AND THERE WAS FAMINE IN THE LAND:  On this day in 1898, Soviet agronomist Trofim Denisovich Lysenko was born in what is now Ukraine.  During his lifetime, he was the recipient of numerous accolades, including the Hero of Socialist Labor award, the Stalin prize (three times), and the Order of Lenin (eight times).  In this respect, he was rather like America’s Green Revolution agronomist, Norman Borlaug, who received more than a few prestigious awards too.

The crucial difference between Borlaug and Lysenko was that Borlaug’s methods increased agricultural production worldwide, saving the lives of hundreds of millions, if not a billion, people.  Lysenko, on the other hand, was a nut case whose crackpot theories contributed to the slow, agonizing death by starvation of many of his countrymen.

Lysenko rejected Mendelian genetics, which he denounced as bourgeois.  British biologist S.C. Harland described him as “completely ignorant of the elementary principles of genetics and physiology.”  His pseudo-scientific theories included the belief that seeds should be planted as close together as possible because plants of like character will not compete with each other.

But Stalin liked him and that’s what counted.   Stalin really, really liked him, so farm workers were forced to do his bidding, no matter how much they realized it was folly.

Prior to Lysenko’s rise, the Soviet Union was home to some of the best geneticists in the world.  But if they criticized Lysenko, they were rounded up by the NKVD and imprisoned, sent to psychiatric hospitals, or (in several cases) executed as enemies of the state.  Hundreds, if not thousands, suffered this fate. It therefore took that much longer for his many errors to be corrected.

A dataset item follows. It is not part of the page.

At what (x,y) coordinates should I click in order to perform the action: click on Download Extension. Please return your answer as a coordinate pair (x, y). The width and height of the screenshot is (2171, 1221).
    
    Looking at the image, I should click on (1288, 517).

If you’re wondering why Stalin liked him so much, two things come to mind:  Lysenko was born to a peasant family and that sort of pedigree was important to getting ahead in the Soviet Union.  It was their version of affirmative action.  And he was a fervent communist, which was as necessary to getting ahead back then as being a fervent supporter of “diversity, equity, and inclusion” is today.   I suppose you can make of that what you will.